We were in the front row, an’ “Home an’ Friends” came on early. Vickery touched me on the knee when the number went up. “If you see anything that strikes you,” he says, “drop me a hint”; then he went on clicking. We saw London Bridge an’ so forth an’ so on, an’ it was most interestin’. I’d never seen it before. You ’eard a little dynamo like buzzin’, but the pictures were the real thing—alive an’ movin’.’
‘I’ve seen ’em,’ said Hooper. ‘Of course they are taken from the very thing itself—you see.’
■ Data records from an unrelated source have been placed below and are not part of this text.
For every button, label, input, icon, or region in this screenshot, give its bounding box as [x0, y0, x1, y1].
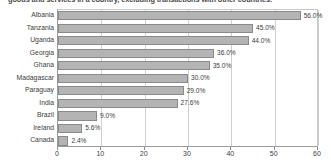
- y-tick-label-uganda: Uganda: [0, 34, 54, 47]
- bar-brazil[interactable]: [58, 111, 97, 120]
- x-tick-label-20: 20: [140, 150, 148, 157]
- bar-chart-figure: goods and services in a country, excludi…: [0, 0, 331, 165]
- x-tick-label-60: 60: [313, 150, 321, 157]
- bar-row: 9.0%: [58, 110, 317, 123]
- y-tick-label-ghana: Ghana: [0, 59, 54, 72]
- bar-value-label: 30.0%: [191, 72, 210, 84]
- bar-row: 45.0%: [58, 23, 317, 36]
- bar-india[interactable]: [58, 99, 178, 108]
- bar-value-label: 56.0%: [304, 10, 323, 22]
- y-tick-label-tanzania: Tanzania: [0, 22, 54, 35]
- bar-value-label: 36.0%: [217, 47, 236, 59]
- y-tick-label-india: India: [0, 97, 54, 110]
- y-tick-label-madagascar: Madagascar: [0, 72, 54, 85]
- y-tick-label-paraguay: Paraguay: [0, 84, 54, 97]
- bar-albania[interactable]: [58, 11, 301, 20]
- bar-value-label: 44.0%: [252, 35, 271, 47]
- x-tick-label-30: 30: [183, 150, 191, 157]
- bar-row: 36.0%: [58, 48, 317, 61]
- bar-row: 30.0%: [58, 73, 317, 86]
- y-tick-label-ireland: Ireland: [0, 122, 54, 135]
- bar-series: 56.0%45.0%44.0%36.0%35.0%30.0%29.0%27.6%…: [58, 10, 317, 146]
- plot-area: 56.0%45.0%44.0%36.0%35.0%30.0%29.0%27.6%…: [57, 9, 318, 147]
- y-axis-category-labels: AlbaniaTanzaniaUgandaGeorgiaGhanaMadagas…: [0, 9, 54, 147]
- bar-value-label: 9.0%: [100, 110, 115, 122]
- y-tick-label-georgia: Georgia: [0, 47, 54, 60]
- bar-row: 29.0%: [58, 85, 317, 98]
- bar-canada[interactable]: [58, 136, 68, 145]
- y-tick-label-canada: Canada: [0, 134, 54, 147]
- bar-row: 44.0%: [58, 35, 317, 48]
- bar-uganda[interactable]: [58, 36, 249, 45]
- bar-ireland[interactable]: [58, 124, 82, 133]
- bar-value-label: 45.0%: [256, 22, 275, 34]
- bar-georgia[interactable]: [58, 49, 214, 58]
- x-tick-label-40: 40: [226, 150, 234, 157]
- bar-value-label: 27.6%: [181, 97, 200, 109]
- y-tick-label-brazil: Brazil: [0, 109, 54, 122]
- bar-row: 27.6%: [58, 98, 317, 111]
- gridline-60: [318, 10, 319, 146]
- x-tick-label-10: 10: [96, 150, 104, 157]
- bar-value-label: 2.4%: [71, 135, 86, 147]
- bar-row: 35.0%: [58, 60, 317, 73]
- bar-madagascar[interactable]: [58, 74, 188, 83]
- bar-value-label: 35.0%: [213, 60, 232, 72]
- x-axis: 0102030405060: [57, 147, 318, 163]
- x-tick-label-50: 50: [270, 150, 278, 157]
- bar-paraguay[interactable]: [58, 86, 184, 95]
- x-tick-label-0: 0: [55, 150, 59, 157]
- bar-ghana[interactable]: [58, 61, 210, 70]
- bar-value-label: 29.0%: [187, 85, 206, 97]
- bar-row: 5.6%: [58, 123, 317, 136]
- chart-caption: goods and services in a country, excludi…: [8, 0, 326, 5]
- bar-tanzania[interactable]: [58, 24, 253, 33]
- bar-row: 56.0%: [58, 10, 317, 23]
- y-tick-label-albania: Albania: [0, 9, 54, 22]
- bar-value-label: 5.6%: [85, 122, 100, 134]
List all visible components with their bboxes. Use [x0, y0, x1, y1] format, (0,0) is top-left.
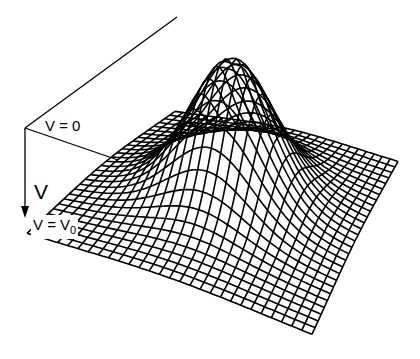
upper-reference-line [25, 17, 177, 128]
surface-figure [0, 0, 420, 359]
wireframe-mesh [27, 58, 398, 334]
arrow-head-icon [21, 206, 29, 218]
label-v-equals-v0: V = V0 [31, 215, 78, 239]
label-v-equals-v0-base: V = V [33, 216, 70, 233]
label-v-zero: V = 0 [45, 118, 80, 133]
label-v-equals-v0-subscript: 0 [70, 224, 76, 236]
label-v-axis: V [34, 181, 48, 202]
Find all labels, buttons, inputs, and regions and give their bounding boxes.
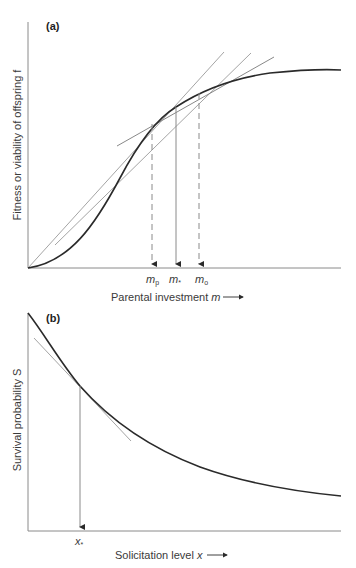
a-tick-mstar: m*	[169, 273, 181, 286]
a-tangent-origin	[28, 52, 224, 268]
a-tangent-flat	[117, 57, 274, 146]
b-x-axis-label: Solicitation level x	[115, 549, 203, 561]
a-panel-label: (a)	[46, 20, 60, 32]
a-y-axis-label: Fitness or viability of offspring f	[11, 69, 23, 221]
b-survival-curve	[28, 313, 341, 496]
a-tick-mp: mp	[146, 273, 159, 287]
panel-b: (b) Survival probability S x* Solicitati…	[11, 312, 341, 561]
figure: (a) Fitness or viability of offspring f …	[0, 0, 356, 568]
panel-a: (a) Fitness or viability of offspring f …	[11, 20, 341, 303]
a-fitness-curve	[28, 70, 341, 268]
a-tick-mo: mo	[195, 273, 208, 286]
a-tangent-middle	[55, 53, 251, 245]
a-x-axis-label: Parental investment m	[111, 291, 220, 303]
b-tick-xstar: x*	[74, 535, 84, 548]
b-panel-label: (b)	[46, 312, 60, 324]
b-y-axis-label: Survival probability S	[11, 369, 23, 472]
‘Then the Western Mail came in to Paddin’ton on the big magic-lantern sheet. First we saw the platform empty an’ the porters standin’ by. Then the engine come in, head on, an’ the women in the front row jumped: she headed so straight. Then the doors opened and the passengers came out and the porters got the luggage just like life. Only—only when any one came down too far towards us that was watchin’, they walked right out o’ the picture, so to speak. I was ’ighly interested, I can tell you. So were all of us. I watched an old man with a rug ’oo’d dropped a book an’ was tryin’ to pick it up, when quite slowly, from be’ind two porters—carryin’ a little reticule an’ lookin’ from side to side—comes out Mrs. Bathurst. There was no mistakin’ the walk in a hundred thousand. She come forward—right forward—she looked out straight at us with that blindish look which Pritch alluded to. She walked on and on till she melted out of the picture—like—like a shadow jumpin’ over a candle, an’ as she went I ’eard Dawson in the tickey seats be’ind sing out: “Christ! there’s Mrs. B.!”’
It’s good stuff — best to read it in a Victor McLaglan voice, I find.
Just like Gorky, Kipling’s narrator is most struck by something so natural to us now that we barely notice it. Of course, the silence of the cinema image and the lack of colour is a striking difference from nature, despite the lifelike motion, but the FRAME is the weirdest thing of all. People walk closer towards us, but then vanish out of shot. This happens in real life too, but with our own vision, if something we are interested in threatens to pass out of view, we are able to turn our head to follow it. So we’re not generally conscious of losing sight of things out of the edge of our vision (but a certain meditative kind drunkenness can make us aware of it). The film camera gives us a paralysed view of life, like that seen by the protagonist of The Diving Bell and the Butterfly. Alex DeLarge’s experience in A Clockwork Orange of being strapped into a seat with his eyelids clamped open is just an extreme version of the normal cinematic experience.
It’s not a particularly original interpretation, but I do think that Kipling is using the cinema as a clue to his storytelling approach in Mrs Bathurst. She seems to advance towards us and become ever clearer, but abruptly she vanishes. That which the camera did not happen to aim at goes unrecorded, and we will never know what happened there.
As Mr. Scorsese is always saying, cinema is a matter of what’s in the frame and what’s not in the frame.
If you guys all read the story at the link up top, we can debate what the heck it’s all about.
Image via The Chiseler, where Phoebe Green previously drew attention to this tale.